Wednesday 7 July 2010

The Psalm Frames again

Beloved, this is a very interesting exercise even with the 5 to 10 % questionable results in my pile of deframed psalms.  Look again at the image in yesterday's post which I have updated.

Now there are vertical red lines for every 10 psalms, and blue for the 50 boundary, and green for the book boundaries. I am intrigued that there are new words used as frames in almost every psalm. Does this speak to a deliberate sorting of the poems? If the poems were grouped by similar frames, then there would be chunks which hung together. If the poets used fewer frames, then at some point say around psalm 100, new frames would stop. I note though that one can count the vertical gaps - there are 33 psalms that do not introduce a new frame beginning at psalm 43 (which doesn't really count since it it a continuation of psalm 42).
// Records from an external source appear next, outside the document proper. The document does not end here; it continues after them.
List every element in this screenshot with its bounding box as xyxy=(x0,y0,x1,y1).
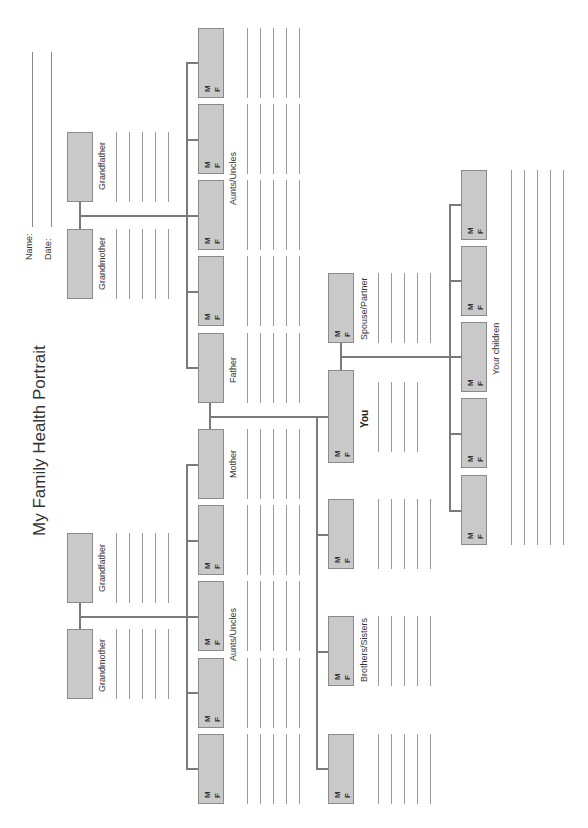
paternal-aunt-uncle-box-2[interactable]: MF xyxy=(198,104,224,174)
history-line xyxy=(142,229,143,299)
male-marker[interactable]: M xyxy=(203,85,212,92)
connector xyxy=(186,139,198,141)
female-marker[interactable]: F xyxy=(476,381,485,386)
male-marker[interactable]: M xyxy=(203,791,212,798)
date-field[interactable] xyxy=(51,52,52,227)
maternal-aunt-uncle-box-4[interactable]: MF xyxy=(198,734,224,804)
female-marker[interactable]: F xyxy=(343,452,352,457)
you-box[interactable]: MF xyxy=(328,370,354,463)
female-marker[interactable]: F xyxy=(476,457,485,462)
connector xyxy=(316,534,328,536)
history-line xyxy=(116,132,117,202)
maternal-aunts-uncles-label: Aunts/Uncles xyxy=(228,608,238,661)
mother-box[interactable] xyxy=(198,429,224,499)
paternal-aunt-uncle-box-3[interactable]: MF xyxy=(198,180,224,250)
male-marker[interactable]: M xyxy=(203,237,212,244)
male-marker[interactable]: M xyxy=(203,638,212,645)
sibling-box-2[interactable]: MF xyxy=(328,616,354,686)
male-marker[interactable]: M xyxy=(203,562,212,569)
child-box-5[interactable]: MF xyxy=(461,475,487,545)
female-marker[interactable]: F xyxy=(213,315,222,320)
male-marker[interactable]: M xyxy=(466,227,475,234)
father-box[interactable] xyxy=(198,333,224,403)
female-marker[interactable]: F xyxy=(476,534,485,539)
maternal-grandmother-box[interactable] xyxy=(67,629,93,699)
connector xyxy=(186,291,198,293)
female-marker[interactable]: F xyxy=(213,239,222,244)
spouse-box[interactable]: MF xyxy=(328,273,354,343)
history-line xyxy=(155,629,156,699)
male-marker[interactable]: M xyxy=(203,313,212,320)
connector xyxy=(449,204,451,511)
male-marker[interactable]: M xyxy=(333,791,342,798)
connector xyxy=(316,416,318,769)
female-marker[interactable]: F xyxy=(476,305,485,310)
sibling-box-3[interactable]: MF xyxy=(328,734,354,804)
connector xyxy=(316,651,328,653)
male-marker[interactable]: M xyxy=(333,330,342,337)
female-marker[interactable]: F xyxy=(343,793,352,798)
connector xyxy=(186,768,198,770)
female-marker[interactable]: F xyxy=(213,87,222,92)
child-box-4[interactable]: MF xyxy=(461,398,487,468)
maternal-aunt-uncle-box-2[interactable]: MF xyxy=(198,581,224,651)
male-marker[interactable]: M xyxy=(333,450,342,457)
paternal-aunt-uncle-box-4[interactable]: MF xyxy=(198,256,224,326)
male-marker[interactable]: M xyxy=(466,455,475,462)
maternal-aunt-uncle-box-3[interactable]: MF xyxy=(198,658,224,728)
paternal-grandfather-box[interactable] xyxy=(67,132,93,202)
child-box-2[interactable]: MF xyxy=(461,246,487,316)
maternal-aunt-uncle-box-1[interactable]: MF xyxy=(198,505,224,575)
history-line xyxy=(129,132,130,202)
connector xyxy=(186,367,198,369)
connector xyxy=(449,204,461,206)
history-line xyxy=(168,229,169,299)
connector xyxy=(449,510,461,512)
female-marker[interactable]: F xyxy=(213,640,222,645)
history-line xyxy=(129,229,130,299)
male-marker[interactable]: M xyxy=(203,161,212,168)
paternal-grandmother-box[interactable] xyxy=(67,229,93,299)
mother-label: Mother xyxy=(228,450,238,478)
history-line xyxy=(155,533,156,603)
sibling-box-1[interactable]: MF xyxy=(328,499,354,569)
child-box-1[interactable]: MF xyxy=(461,170,487,240)
male-marker[interactable]: M xyxy=(466,532,475,539)
female-marker[interactable]: F xyxy=(213,564,222,569)
history-line xyxy=(116,629,117,699)
female-marker[interactable]: F xyxy=(343,558,352,563)
female-marker[interactable]: F xyxy=(476,229,485,234)
you-label: You xyxy=(359,410,370,428)
siblings-label: Brothers/Sisters xyxy=(359,618,369,682)
female-marker[interactable]: F xyxy=(213,717,222,722)
child-box-3[interactable]: MF xyxy=(461,322,487,392)
female-marker[interactable]: F xyxy=(213,793,222,798)
male-marker[interactable]: M xyxy=(333,556,342,563)
male-marker[interactable]: M xyxy=(333,673,342,680)
female-marker[interactable]: F xyxy=(213,163,222,168)
connector xyxy=(80,215,198,217)
connector xyxy=(449,280,461,282)
father-label: Father xyxy=(228,357,238,383)
history-line xyxy=(168,629,169,699)
spouse-label: Spouse/Partner xyxy=(359,277,369,340)
paternal-aunts-uncles-label: Aunts/Uncles xyxy=(228,152,238,205)
history-line xyxy=(155,229,156,299)
connector xyxy=(186,464,198,466)
male-marker[interactable]: M xyxy=(203,715,212,722)
maternal-grandfather-box[interactable] xyxy=(67,533,93,603)
connector xyxy=(186,464,188,770)
connector xyxy=(186,62,188,368)
connector xyxy=(186,540,198,542)
male-marker[interactable]: M xyxy=(466,379,475,386)
female-marker[interactable]: F xyxy=(343,675,352,680)
history-line xyxy=(168,132,169,202)
maternal-grandfather-label: Grandfather xyxy=(97,544,107,592)
history-line xyxy=(116,229,117,299)
paternal-aunt-uncle-box-1[interactable]: MF xyxy=(198,28,224,98)
connector xyxy=(186,62,198,64)
date-label: Date: xyxy=(43,238,53,260)
male-marker[interactable]: M xyxy=(466,303,475,310)
name-field[interactable] xyxy=(32,52,33,227)
female-marker[interactable]: F xyxy=(343,332,352,337)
So every poem up to psalm 47 introduces at least one new pairing of words that may be a frame. Psalm 47 doesn't introduce a new frame. Psalm 131 has a frame (גמל) I missed but curiously it is not new - but anticipated in Psalm 116:7 and 12  - though it is not obvious.
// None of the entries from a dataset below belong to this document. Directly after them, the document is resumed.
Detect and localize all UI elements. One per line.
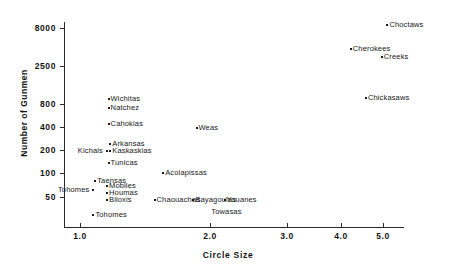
y-tick-label: 8000	[14, 24, 56, 32]
data-point-label: Tohomes	[58, 186, 89, 193]
point-marker-icon	[108, 162, 110, 164]
y-tick-mark	[60, 28, 65, 29]
data-point-label: Biloxis	[109, 196, 132, 203]
data-point-label: Kaskaskias	[112, 147, 151, 154]
point-marker-icon	[108, 98, 110, 100]
point-marker-icon	[106, 192, 108, 194]
data-point-label: Towasas	[211, 208, 241, 215]
point-marker-icon	[224, 199, 226, 201]
data-point-label: Chickasaws	[368, 94, 410, 101]
point-marker-icon	[106, 185, 108, 187]
data-point-label: Tohomes	[95, 211, 126, 218]
point-marker-icon	[92, 189, 94, 191]
point-marker-icon	[386, 24, 388, 26]
y-tick-mark	[60, 66, 65, 67]
data-point-label: Acolapissas	[165, 169, 207, 176]
point-marker-icon	[108, 107, 110, 109]
x-tick-mark	[80, 223, 81, 228]
point-marker-icon	[94, 180, 96, 182]
x-tick-mark	[341, 223, 342, 228]
data-point-label: Youanes	[227, 196, 257, 203]
point-marker-icon	[92, 214, 94, 216]
y-axis-title: Number of Gunmen	[19, 43, 29, 183]
data-point-label: Choctaws	[389, 21, 423, 28]
point-marker-icon	[108, 123, 110, 125]
point-marker-icon	[154, 199, 156, 201]
data-point-label: Cherokees	[353, 45, 391, 52]
y-tick-mark	[60, 150, 65, 151]
x-tick-label: 4.0	[321, 232, 361, 241]
x-tick-label: 3.0	[267, 232, 307, 241]
point-marker-icon	[192, 199, 194, 201]
point-marker-icon	[196, 127, 198, 129]
point-marker-icon	[109, 143, 111, 145]
x-tick-label: 2.0	[190, 232, 230, 241]
point-marker-icon	[106, 199, 108, 201]
point-marker-icon	[106, 150, 108, 152]
x-tick-mark	[210, 223, 211, 228]
y-tick-mark	[60, 197, 65, 198]
y-tick-label: 50	[14, 193, 56, 201]
x-tick-label: 1.0	[60, 232, 100, 241]
x-axis-title: Circle Size	[0, 250, 456, 260]
x-axis-line	[64, 227, 404, 228]
data-point-label: Tunicas	[111, 159, 138, 166]
data-point-label: Wichitas	[111, 95, 141, 102]
data-point-label: Natchez	[111, 104, 140, 111]
data-point-label: Cahokias	[111, 120, 143, 127]
point-marker-icon	[109, 150, 111, 152]
y-tick-mark	[60, 173, 65, 174]
x-tick-mark	[383, 223, 384, 228]
plot-area: 8000250080040020010050 1.02.03.04.05.0 C…	[0, 0, 456, 276]
y-tick-mark	[60, 127, 65, 128]
point-marker-icon	[381, 56, 383, 58]
data-point-label: Creeks	[384, 53, 409, 60]
scatter-chart: 8000250080040020010050 1.02.03.04.05.0 C…	[0, 0, 456, 276]
data-point-label: Kichais	[78, 147, 103, 154]
point-marker-icon	[162, 172, 164, 174]
data-point-label: Weas	[199, 124, 219, 131]
x-tick-mark	[287, 223, 288, 228]
point-marker-icon	[365, 97, 367, 99]
point-marker-icon	[350, 48, 352, 50]
x-tick-label: 5.0	[363, 232, 403, 241]
y-tick-mark	[60, 104, 65, 105]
Mind you - some of the repeated words also may not be significant from a structural point of view. Only a further detailed analysis - and this to be manual over the next two months - will show this. I have seen a number of books on these sorts of structure, e.g. Girard, Marc, Les psaumes redécouverts, and Magonet, A Rabbi reads the Psalms. Girard and Magonet concentrate on individual psalms. Are there others who might have taken this kind of approach to reading the whole psalter as a book? (I see that a search for "psalter as a book" gets a lot of relevant hits.)

I note also from this morning when I was reading Psalm 7, that several of the frame words in the first 6 psalms are used once in psalm 7, linking the 'picture' in this psalm with what has gone before. I can't yet see whether this is just the normal use of language or a significant statement (as for instance the citation in Psalm 149 that joins this Psalm to Psalm 2 - see Journal for the Study of the Old Testament - An Integrated Reading of Psalms 1 and 2 - by Robert Cole).